My subnet is 10.162.0.0/16. We have a router with a couple of interfaces. Our gateway address for this subnet is 10.162.0.1.

The router is in another building and I haven't got direct access to it. Line from router comes to my main layer-2 switch D-Link DES-3550 (10.162.0.250) and other part of subnet are connected to this switch.
Network works well for a short period of time ( 5 – 20 minutes) and then starts "attack" and the problem repeats again.

How the "attack" looks:
I used Wireshark to check the problem. I can see our gateway router (10.162.0.1) incessantly ARP requesting one or couple addresses from my subnet such as:

10.162.0.1 Broadcast ARP 60 Who has 10.162.8.75? Tell 10.162.0.1

10.162.8.75 doesn't answer my pings.

I assigned one of the addresses, which was ARPed, to my computer. My machine answered to ARPs and sent my mac. But the router didn't care and continued sending ARPs.

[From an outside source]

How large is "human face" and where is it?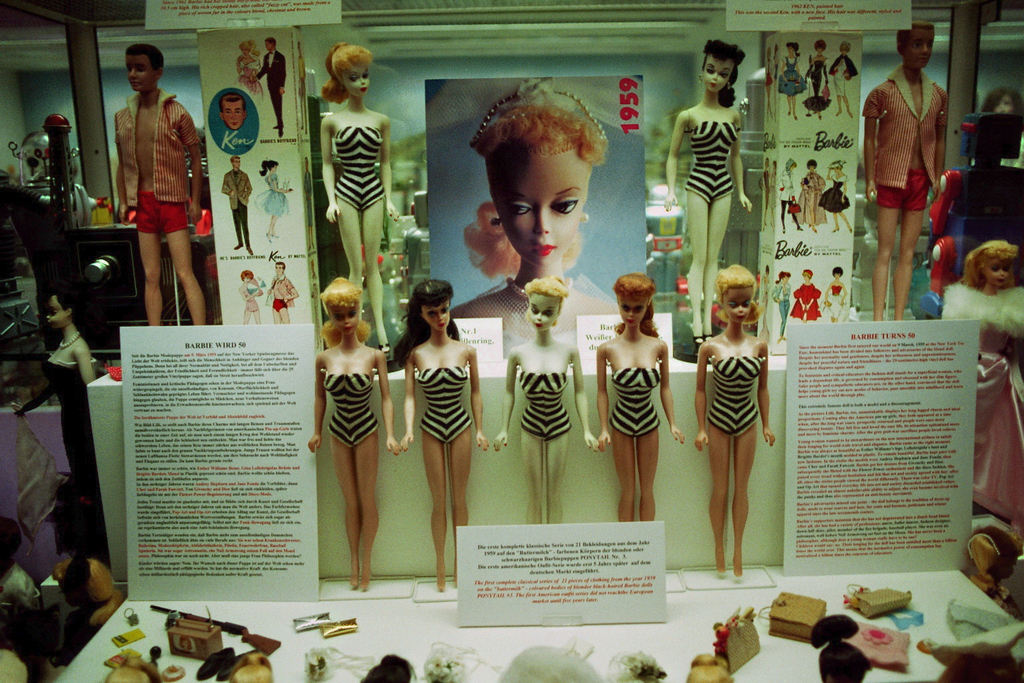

The router sent about 10,000 – 25,000 ARPs per second. So it is impossible to even ping 10.162.0.1 from any computer of my subnet. Sometimes my main switch (10.162.0.250) doesn't answer pings or delays about 3 sec.

The attack stopped when I rebooted my switch (10.162.0.250) or disconnected some its ports (in the most cases disconnecting 10 and 11 ports helped, so maybe something happened there).

When the next attack starts, the ARP requests are already other. It seems to randomly choose addresses to ARP.

Why is our router sending so many ARPs? Is a computer on a different subnet attacking the router? If the source is a computer from 10.162.0.0/16, then why did the router send ARP requests (I can't understand this)? How can I solve this problem?

Best Answer

Check if you have a loop.

When a switch recieves a broadcast packet (like ARP), it sends it out through all ports. If you have a looped cable (from one port to another in the same broadcast domain), that packet comes back to the switch, and is broadcasted again through all ports (and comes back again, and again,...).

So basically, check if you have a cable going from one port to another on the same switch, or to another switch connected to the first one, and disconnect it. If you have managed switches, you should enable (r)STP to avoid such issues - with STP enabled, you can actually achieve redundancy with a loop - but when all is functioning correctly, one connection will be disabled by the switch itself).